Masthead CMC Magazine December 1, 1995 / Page 15


THE LAST LINK

Bill's Excellent Adventures

by John December (john@december.com)

Looking geeky in a white labcoat and hardhat, Bill Gates stepped into David Letterman's world on the set of the Late Show this past November 27th in New York. After setting up a humorous, skeptical mood with his bandleader Paul Shaffer, Letterman introduced Bill Gates as someone who knew "everything there is to know" about computers.

Gates stepped onto the stage and good-naturedly assisted David Letterman in the "Quiz Machine" skit, in which an enormous, bulky box displayed the written answers to questions Letterman read from cards. However, the machine's doors didn't fully close after displaying the message "Buy Windows '95" in response to a question. Bill Gates was apologetic that the contraption didn't seem to work well under his control and later quipped, "I'd recall it," when asked by Letterman what he would do if Microsoft had created such a monstrosity.

Bill Gates might very well be wondering what monstrosities he may have wrought. It has been quite a year for him: releasing the new version of his Windows '95 operating system, promoting his book, The Road Ahead, and building a house. But as far as Bill Gates is concerned, this is not his swan song: his book tour, appearance on Late Show, and other interviews this week revealed that he not only wants to be part of the future--he wants to shape it.

Microsoft's Internet Ideas

David Letterman humorously grilled Gates about computers and the Internet, and Gates grinned, taking in Letterman's ribbing. When Letterman asked why he would ever need to connect to the Net, Gates explained to Dave that the major benefits would be to make connections with others who shared Dave's "unusual" interests in cigars and racing cars.


"The only thing I know about the Internet now is that many of the staff members here at the Late Show, when they leave at the end of the day, go home and they have sex with strangers on the Internet..."

-- David Letterman


Although not sharing Letterman's humorous, misinformed view of the Net, Gates does seem to have some difficulty grasping what the Net is. The Microsoft dictum, "a computer on every desk and in every home..." doesn't translate well in the open world of the Net, where proprietary applications interface locks don't hold well.
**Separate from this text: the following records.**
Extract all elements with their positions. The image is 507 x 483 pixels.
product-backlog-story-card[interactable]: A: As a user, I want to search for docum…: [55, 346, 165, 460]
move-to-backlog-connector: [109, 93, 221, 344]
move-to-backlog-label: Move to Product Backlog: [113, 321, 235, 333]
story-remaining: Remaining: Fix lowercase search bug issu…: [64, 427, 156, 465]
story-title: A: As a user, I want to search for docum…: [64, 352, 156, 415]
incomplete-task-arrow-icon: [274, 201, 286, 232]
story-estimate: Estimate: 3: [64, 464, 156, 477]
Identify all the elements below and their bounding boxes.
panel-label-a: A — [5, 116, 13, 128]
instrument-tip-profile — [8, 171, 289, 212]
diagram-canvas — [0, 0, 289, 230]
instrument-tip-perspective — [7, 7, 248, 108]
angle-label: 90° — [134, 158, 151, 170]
In a Business Week December 4, 1995 interview, Bill Gates revealed a loose grasp of Net technologies. Gates wondered, "What's new about [Java]?" and said that it doesn't "change the dynamics" of the Net, computing, and communications. At the same time, Microsoft is re-working their Blackbird software, which was originally designed for the Microsoft Network, for the Web. The markets remain unconvinced that Gates is getting it. Goldman, Sachs & Co. dropped Microsoft from their "buy" recommendations and added Netscape.

Gates' Book

[Ed. Note: a full review of The Road Ahead will appear in a forthcoming issue of CMC Magazine. ]

In the excerpt of The Road Ahead in Newsweek, Gates describes a world of computing and information that sounds surprisingly familiar. Gates describes a future global network where people "sell, trade, invest, haggle, pick stuff up, argue, meet new people..." He "predicts" the use of video-on-demand, a "wallet PC," "digital money," and "e-books." He states, "Within a few years there will be hybrid communications systems that will use ... ISDN (Integrated Services Digital Network) telephone connections." Gates' characterization of this future is that it is still very far off: "the full [information] highway is unlikely to be available in homes for at least a decade."
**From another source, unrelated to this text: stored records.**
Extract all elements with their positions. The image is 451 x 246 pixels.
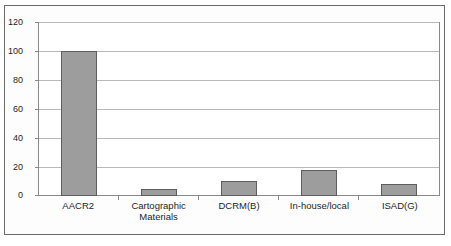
bar-slot-aacr2 [39,22,119,196]
x-axis-label-in-house-local: In-house/local [279,200,359,222]
y-axis-label-100: 100 [0,47,23,56]
x-axis-label-aacr2: AACR2 [38,200,118,222]
bar-chart-figure: 120 100 80 60 40 20 0 AACR2 Cartographic… [0,0,451,246]
x-axis-label-dcrm-b: DCRM(B) [199,200,279,222]
bar-dcrm-b [221,181,257,196]
x-axis-label-line: ISAD(G) [361,200,439,211]
bar-aacr2 [61,51,97,196]
plot-area: 120 100 80 60 40 20 0 [38,22,440,196]
bar-in-house-local [301,170,337,196]
x-axis-label-line: AACR2 [39,200,117,211]
y-axis-label-20: 20 [0,163,23,172]
plot-area-wrapper: 120 100 80 60 40 20 0 [38,22,440,196]
bars-layer [39,22,439,196]
y-axis-label-0: 0 [0,191,23,200]
bar-slot-cartographic-materials [119,22,199,196]
x-axis-label-isad-g: ISAD(G) [360,200,440,222]
y-axis-label-120: 120 [0,18,23,27]
bar-slot-in-house-local [279,22,359,196]
x-axis-label-line: DCRM(B) [200,200,278,211]
bar-cartographic-materials [141,189,177,196]
y-axis-label-60: 60 [0,105,23,114]
x-axis-labels: AACR2 Cartographic Materials DCRM(B) In-… [38,200,440,222]
x-axis-label-line: Cartographic [119,200,197,211]
x-axis-label-cartographic-materials: Cartographic Materials [118,200,198,222]
x-axis-label-line: Materials [119,211,197,222]
y-axis-label-80: 80 [0,76,23,85]
bar-slot-dcrm-b [199,22,279,196]
y-axis-label-40: 40 [0,134,23,143]
bar-isad-g [381,184,417,196]
x-axis-label-line: In-house/local [280,200,358,211]
bar-slot-isad-g [359,22,439,196]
Along with this curiously bland technological forecasting, Gates makes some strident and contradictory social and economic forecasts: an "information highway" will lead to: "... a wealthier world ... [where the] the gap between the have and have-not nations will diminish..." This "highway" will "break down boundaries and may promote a world culture," and, at the same time, it "may strengthen cultural diversity and counter the tendency toward a single world culture."
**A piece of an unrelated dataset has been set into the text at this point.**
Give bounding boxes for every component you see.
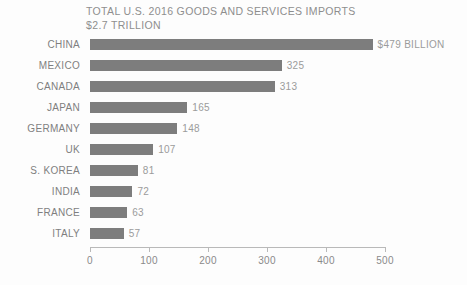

Bill Gates makes quite a leap from the fifteen million lines of code in Windows 95 to a New World Utopia ushered in on a "highway" that doesn't yet exist. If he is to be a player in any Information Age, Gates may need to learn to let go of his fantasy of an "information highway" built by Microsoft. He'll need to take another look around the Net, and discover people are making a future that, unlike his new mansion rising on the banks of Lake Washington, isn't under his control. [CMC TOC]

John December is author of Presenting Java.